Sue Cook reflects on two decades of broadcasting at the BBC

 

Imagine turning on the TV to watch I’m Alan Partridge, Steve Coogan’s celebrated sitcom, and hearing your name mentioned over and over again. It’s something Sue Cook has had to get used to. The comedian constantly talks about her in his show, although she insists their association is pure fantasy.

“I am in his book and he sent it to me with a letter. I haven’t read it properly but you look at the index and it says Sue Cook page 9, 17, 22, 32, 34 etcetera...” she says.

The TV presenter and broadcaster finds Coogan’s obsession “bizarre”, but takes it in her stride, as she does most things. She made a name for herself in the 1980s, presenting Crimewatch, Nationwide, Breakfast Time and Children in Need, but disappeared from our screens when she turned 45.

Today Sue Cook still looks as fresh faced as she did when she started in live TV. In fact she has a figure someone half her age would envy.
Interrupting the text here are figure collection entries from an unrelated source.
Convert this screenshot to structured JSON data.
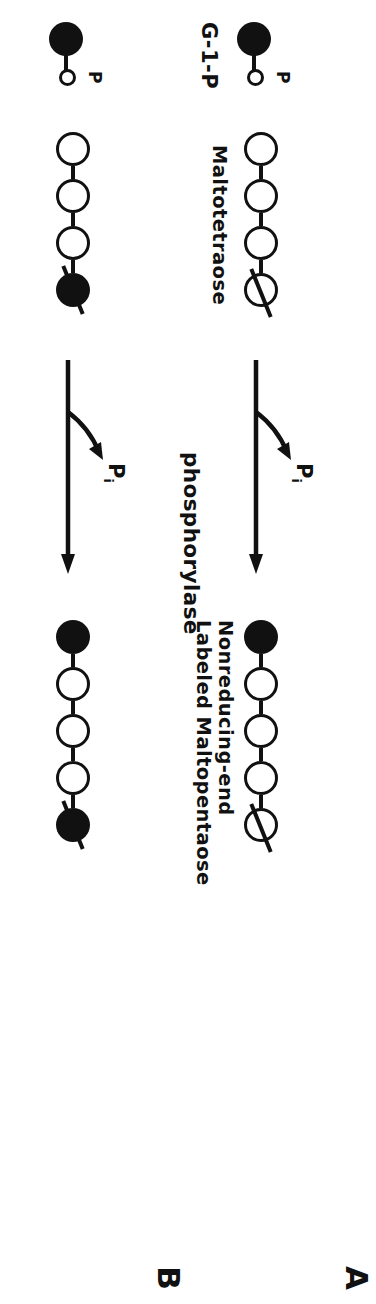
{
  "figure": {
    "type": "reaction-scheme",
    "enzyme_label": "phosphorylase",
    "colors": {
      "ink": "#111111",
      "background": "#ffffff",
      "unlabeled_residue_fill": "#ffffff",
      "labeled_residue_fill": "#111111"
    },
    "symbols": {
      "open_circle_meaning": "unlabeled glucosyl residue",
      "filled_circle_meaning": "labeled glucosyl residue",
      "slash_meaning": "nonreducing end marker"
    }
  },
  "panels": [
    {
      "letter": "A",
      "substrate_donor": {
        "label": "G-1-P",
        "phosphate_label": "P",
        "residues": [
          "filled"
        ],
        "has_phosphate": true
      },
      "substrate_acceptor": {
        "label": "Maltotetraose",
        "residues": [
          "open",
          "open",
          "open",
          "open"
        ],
        "nonreducing_end_slash": true,
        "count": 4
      },
      "arrow": {
        "enzyme": "phosphorylase",
        "leaving_group": "P",
        "leaving_group_subscript": "i",
        "direction": "right"
      },
      "product": {
        "label": "Nonreducing-end\nLabeled Maltopentaose",
        "label_line1": "Nonreducing-end",
        "label_line2": "Labeled Maltopentaose",
        "residues": [
          "filled",
          "open",
          "open",
          "open",
          "open"
        ],
        "nonreducing_end_slash": true,
        "count": 5
      }
    },
    {
      "letter": "B",
      "substrate_donor": {
        "label": "G-1-P",
        "phosphate_label": "P",
        "residues": [
          "filled"
        ],
        "has_phosphate": true
      },
      "substrate_acceptor": {
        "label": "",
        "residues": [
          "open",
          "open",
          "open",
          "filled"
        ],
        "nonreducing_end_slash": true,
        "count": 4
      },
      "arrow": {
        "enzyme": "phosphorylase",
        "leaving_group": "P",
        "leaving_group_subscript": "i",
        "direction": "right"
      },
      "product": {
        "label": "",
        "residues": [
          "filled",
          "open",
          "open",
          "open",
          "filled"
        ],
        "nonreducing_end_slash": true,
        "count": 5
      }
    }
  ]
}
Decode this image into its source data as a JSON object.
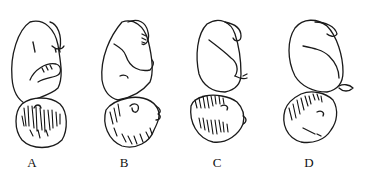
{
  "figure": {
    "panels": [
      {
        "label": "A",
        "head_position": "flexed"
      },
      {
        "label": "B",
        "head_position": "military"
      },
      {
        "label": "C",
        "head_position": "brow"
      },
      {
        "label": "D",
        "head_position": "extended"
      }
    ]
  }
}
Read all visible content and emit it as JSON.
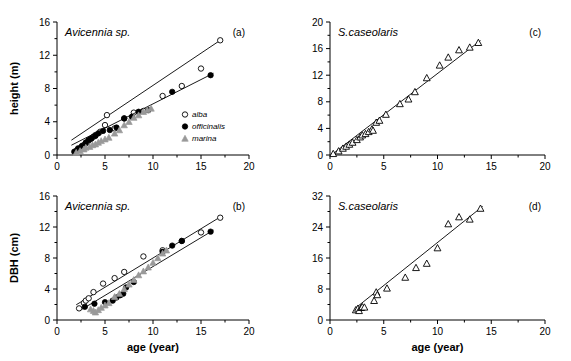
{
  "figure": {
    "panels": [
      "a",
      "b",
      "c",
      "d"
    ],
    "axis_title_x": "age (year)",
    "axis_title_y_height": "height (m)",
    "axis_title_y_dbh": "DBH (cm)"
  },
  "legend": {
    "position": "bottom-right of panel a",
    "items": [
      {
        "label": "alba",
        "marker": "open-circle",
        "color": "#000000"
      },
      {
        "label": "officinalis",
        "marker": "filled-circle",
        "color": "#000000"
      },
      {
        "label": "marina",
        "marker": "gray-triangle",
        "color": "#999999"
      }
    ]
  },
  "chart_data": [
    {
      "type": "scatter",
      "panel": "a",
      "title": "Avicennia sp.",
      "panel_label": "(a)",
      "xlabel": "age (year)",
      "ylabel": "height (m)",
      "xlim": [
        0,
        20
      ],
      "ylim": [
        0,
        16
      ],
      "xticks": [
        0,
        5,
        10,
        15,
        20
      ],
      "yticks": [
        0,
        4,
        8,
        12,
        16
      ],
      "grid": false,
      "series": [
        {
          "name": "alba",
          "marker": "open-circle",
          "color": "#000000",
          "points": [
            [
              2.0,
              0.5
            ],
            [
              2.2,
              0.7
            ],
            [
              2.5,
              0.9
            ],
            [
              2.8,
              1.2
            ],
            [
              3.0,
              1.4
            ],
            [
              3.2,
              1.6
            ],
            [
              3.5,
              1.9
            ],
            [
              3.8,
              2.2
            ],
            [
              4.0,
              2.4
            ],
            [
              4.5,
              2.8
            ],
            [
              5.0,
              3.6
            ],
            [
              5.2,
              4.8
            ],
            [
              6.0,
              3.2
            ],
            [
              7.0,
              4.4
            ],
            [
              8.0,
              5.1
            ],
            [
              9.0,
              5.3
            ],
            [
              11.0,
              7.1
            ],
            [
              13.0,
              8.3
            ],
            [
              15.0,
              10.4
            ],
            [
              17.0,
              13.8
            ]
          ],
          "fit": {
            "slope": 0.775,
            "intercept": 0.62,
            "x_from": 1.5,
            "x_to": 17.2
          }
        },
        {
          "name": "officinalis",
          "marker": "filled-circle",
          "color": "#000000",
          "points": [
            [
              1.8,
              0.4
            ],
            [
              2.2,
              0.8
            ],
            [
              2.6,
              1.1
            ],
            [
              3.0,
              1.5
            ],
            [
              3.3,
              1.8
            ],
            [
              3.6,
              2.0
            ],
            [
              4.0,
              2.3
            ],
            [
              4.3,
              2.6
            ],
            [
              4.8,
              2.9
            ],
            [
              5.5,
              3.0
            ],
            [
              6.2,
              3.3
            ],
            [
              7.0,
              4.4
            ],
            [
              7.8,
              4.6
            ],
            [
              8.5,
              5.2
            ],
            [
              9.5,
              5.4
            ],
            [
              12.0,
              7.6
            ],
            [
              16.0,
              9.6
            ]
          ],
          "fit": {
            "slope": 0.585,
            "intercept": 0.3,
            "x_from": 1.5,
            "x_to": 16.3
          }
        },
        {
          "name": "marina",
          "marker": "gray-triangle",
          "color": "#999999",
          "points": [
            [
              2.0,
              0.3
            ],
            [
              2.4,
              0.5
            ],
            [
              2.8,
              0.7
            ],
            [
              3.0,
              0.9
            ],
            [
              3.4,
              1.0
            ],
            [
              3.7,
              1.2
            ],
            [
              4.0,
              1.3
            ],
            [
              4.3,
              1.5
            ],
            [
              4.6,
              1.7
            ],
            [
              5.0,
              1.9
            ],
            [
              5.4,
              2.1
            ],
            [
              6.0,
              2.6
            ],
            [
              6.5,
              3.0
            ],
            [
              7.0,
              3.6
            ],
            [
              7.5,
              4.0
            ],
            [
              8.0,
              4.5
            ],
            [
              8.5,
              4.8
            ],
            [
              9.0,
              5.2
            ],
            [
              9.4,
              5.4
            ],
            [
              9.8,
              5.6
            ]
          ],
          "fit": null
        }
      ]
    },
    {
      "type": "scatter",
      "panel": "b",
      "title": "Avicennia sp.",
      "panel_label": "(b)",
      "xlabel": "age (year)",
      "ylabel": "DBH (cm)",
      "xlim": [
        0,
        20
      ],
      "ylim": [
        0,
        16
      ],
      "xticks": [
        0,
        5,
        10,
        15,
        20
      ],
      "yticks": [
        0,
        4,
        8,
        12,
        16
      ],
      "grid": false,
      "series": [
        {
          "name": "alba",
          "marker": "open-circle",
          "color": "#000000",
          "points": [
            [
              2.3,
              1.5
            ],
            [
              2.8,
              2.2
            ],
            [
              3.0,
              2.5
            ],
            [
              3.3,
              2.8
            ],
            [
              3.8,
              3.6
            ],
            [
              4.8,
              4.7
            ],
            [
              6.0,
              5.4
            ],
            [
              7.0,
              6.2
            ],
            [
              9.0,
              8.2
            ],
            [
              11.0,
              9.0
            ],
            [
              13.0,
              10.2
            ],
            [
              15.0,
              11.3
            ],
            [
              17.0,
              13.2
            ]
          ],
          "fit": {
            "slope": 0.755,
            "intercept": 0.45,
            "x_from": 2.0,
            "x_to": 17.2
          }
        },
        {
          "name": "officinalis",
          "marker": "filled-circle",
          "color": "#000000",
          "points": [
            [
              2.9,
              1.7
            ],
            [
              3.9,
              2.1
            ],
            [
              5.0,
              2.3
            ],
            [
              5.8,
              2.5
            ],
            [
              6.2,
              2.9
            ],
            [
              6.6,
              3.2
            ],
            [
              6.9,
              3.4
            ],
            [
              7.2,
              4.2
            ],
            [
              8.0,
              4.9
            ],
            [
              11.0,
              8.8
            ],
            [
              12.0,
              9.6
            ],
            [
              13.0,
              10.2
            ],
            [
              16.0,
              11.4
            ]
          ],
          "fit": {
            "slope": 0.745,
            "intercept": -0.55,
            "x_from": 2.6,
            "x_to": 16.3
          }
        },
        {
          "name": "marina",
          "marker": "gray-triangle",
          "color": "#999999",
          "points": [
            [
              3.5,
              1.4
            ],
            [
              3.8,
              1.2
            ],
            [
              4.0,
              1.0
            ],
            [
              4.3,
              1.3
            ],
            [
              4.6,
              1.6
            ],
            [
              5.0,
              1.9
            ],
            [
              5.4,
              2.2
            ],
            [
              6.0,
              3.0
            ],
            [
              6.5,
              3.4
            ],
            [
              7.0,
              4.0
            ],
            [
              7.5,
              4.6
            ],
            [
              8.0,
              5.2
            ],
            [
              8.5,
              5.8
            ],
            [
              9.0,
              6.3
            ],
            [
              9.5,
              6.8
            ],
            [
              10.0,
              7.4
            ],
            [
              10.5,
              8.0
            ],
            [
              11.0,
              8.6
            ],
            [
              11.4,
              9.0
            ]
          ],
          "fit": null
        }
      ]
    },
    {
      "type": "scatter",
      "panel": "c",
      "title": "S.caseolaris",
      "panel_label": "(c)",
      "xlabel": "age (year)",
      "ylabel": "height (m)",
      "xlim": [
        0,
        20
      ],
      "ylim": [
        0,
        20
      ],
      "xticks": [
        0,
        5,
        10,
        15,
        20
      ],
      "yticks": [
        0,
        4,
        8,
        12,
        16,
        20
      ],
      "grid": false,
      "series": [
        {
          "name": "S.caseolaris",
          "marker": "open-triangle",
          "color": "#000000",
          "points": [
            [
              0.3,
              0.2
            ],
            [
              0.8,
              0.6
            ],
            [
              1.2,
              1.0
            ],
            [
              1.5,
              1.3
            ],
            [
              1.8,
              1.6
            ],
            [
              2.1,
              1.9
            ],
            [
              2.5,
              2.3
            ],
            [
              2.8,
              2.7
            ],
            [
              3.0,
              3.0
            ],
            [
              3.3,
              3.2
            ],
            [
              3.6,
              3.5
            ],
            [
              3.9,
              3.9
            ],
            [
              4.0,
              3.7
            ],
            [
              4.3,
              4.9
            ],
            [
              4.6,
              5.2
            ],
            [
              5.2,
              6.1
            ],
            [
              6.5,
              7.7
            ],
            [
              7.3,
              8.4
            ],
            [
              7.9,
              9.5
            ],
            [
              9.0,
              11.6
            ],
            [
              10.2,
              13.5
            ],
            [
              11.0,
              14.7
            ],
            [
              12.0,
              15.8
            ],
            [
              13.0,
              16.2
            ],
            [
              13.8,
              16.9
            ]
          ],
          "fit": {
            "slope": 1.24,
            "intercept": -0.15,
            "x_from": 0.2,
            "x_to": 14.0
          }
        }
      ]
    },
    {
      "type": "scatter",
      "panel": "d",
      "title": "S.caseolaris",
      "panel_label": "(d)",
      "xlabel": "age (year)",
      "ylabel": "DBH (cm)",
      "xlim": [
        0,
        20
      ],
      "ylim": [
        0,
        32
      ],
      "xticks": [
        0,
        5,
        10,
        15,
        20
      ],
      "yticks": [
        0,
        8,
        16,
        24,
        32
      ],
      "grid": false,
      "series": [
        {
          "name": "S.caseolaris",
          "marker": "open-triangle",
          "color": "#000000",
          "points": [
            [
              2.4,
              2.6
            ],
            [
              2.6,
              3.0
            ],
            [
              2.7,
              2.4
            ],
            [
              2.9,
              3.2
            ],
            [
              3.0,
              3.4
            ],
            [
              3.2,
              3.3
            ],
            [
              4.1,
              5.0
            ],
            [
              4.3,
              7.2
            ],
            [
              4.4,
              6.5
            ],
            [
              5.3,
              8.2
            ],
            [
              7.0,
              11.0
            ],
            [
              8.0,
              13.5
            ],
            [
              9.0,
              14.6
            ],
            [
              10.0,
              18.6
            ],
            [
              11.0,
              24.8
            ],
            [
              12.0,
              26.6
            ],
            [
              13.0,
              26.0
            ],
            [
              14.0,
              28.8
            ]
          ],
          "fit": {
            "slope": 2.22,
            "intercept": -2.2,
            "x_from": 2.3,
            "x_to": 14.2
          }
        }
      ]
    }
  ]
}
She is currently carrying out research for a new book, which she plans to write in her new apartment that overlooks Regent’s Park.

Cook is smart and opinionated and everything about her harks back to the halcyon days of the BBC, when programming was constructed with the care and expertise that is arguably missing from today’s back-to-back programming.

Of course when Cook began presenting – she winces to think it was almost 35 years ago - things were very different. There was almost no competition for the BBC because there were so few channels. “When daytime programming was introduced, the number of hours of TV increased exponentially and of course they have to fill it with lots of content so inevitably the quality drops,” she says.

Recently MP Tessa Munt argued that there was still a big problem with ageism and sexism within the BBC. When I ask Cook about this she mentions Miriam O’Reiley, who won an employment tribunal against the BBC on the grounds of ageism last year.

“I think it is fair to say such things do exist at the BBC. In the States there are a lot more women broadcasters who have their own shows that have a lot more gravitas. I did experience sexism at the BBC, although I always thought you shouldn’t grumble,” she says.

“I got in trouble once and it was all over the papers. It was when I fought for equal pay with Nick Ross on Crimewatch. We started the programme together, we were absolutely equal and we did absolutely equal jobs but his pay-packet was a good deal bigger.”

After some battling, Cook settled for a £50 pay difference but thinks that there would be more sympathy for her cause now.

She looks back on her days presenting Crimewatch with less fondness than other jobs because she missed the buzz of interviewing people and meeting the public. However, her eyes light up when she remembers her time at Capital Radio. “I just had a ball,” she says. “Everyone was very generous-spirited in those days.”

The mum of two says that her broadcasting and presenting style was always “free”, and she thinks she appealed to people because of how “natural” she was - which is very different to what is demanded of presenters nowadays. “I think there is too much instruction about how you should and shouldn’t be on the screen now,” she says.

Despite this Cook would go back to TV if the right opportunity arose. She says: “I adored live TV, absolutely loved it. I thrived on the adrenalin but hated the tedium of pre-recorded stuff and having to say things over and over again.”

She even remembers the disasters fondly, gleefully reminiscing about Children in Need and the problems she faced. These include a time when she put eggs on a table and then to her dismay “saw these eggs roll slowly off the table and smash one by one on to the floor.”

What does she think constituted her appeal to audiences back then? “I have always been very un-abrasive really, and I think on the whole people think I am very nice and sweet to the point where I used to get annoyed at myself.”

Sue Cook says that the thing she hates most in the world is being underestimated, and her crippling shyness as a young woman spurred her on to show people what she could achieve.

Perhaps her drive to prove people wrong comes from her mother who taught her to be self-sufficient. “I decided I would always have my own money.  I was never going to feel trapped at home,” she says.

It is with this indomitable spirit that she reflects on the state of TV today. Amid BBC sexism, ageism and redundancy headlines, she says: “I have a huge affection for the BBC, a great institution in the world and I can see it going down the drain if it is not careful.”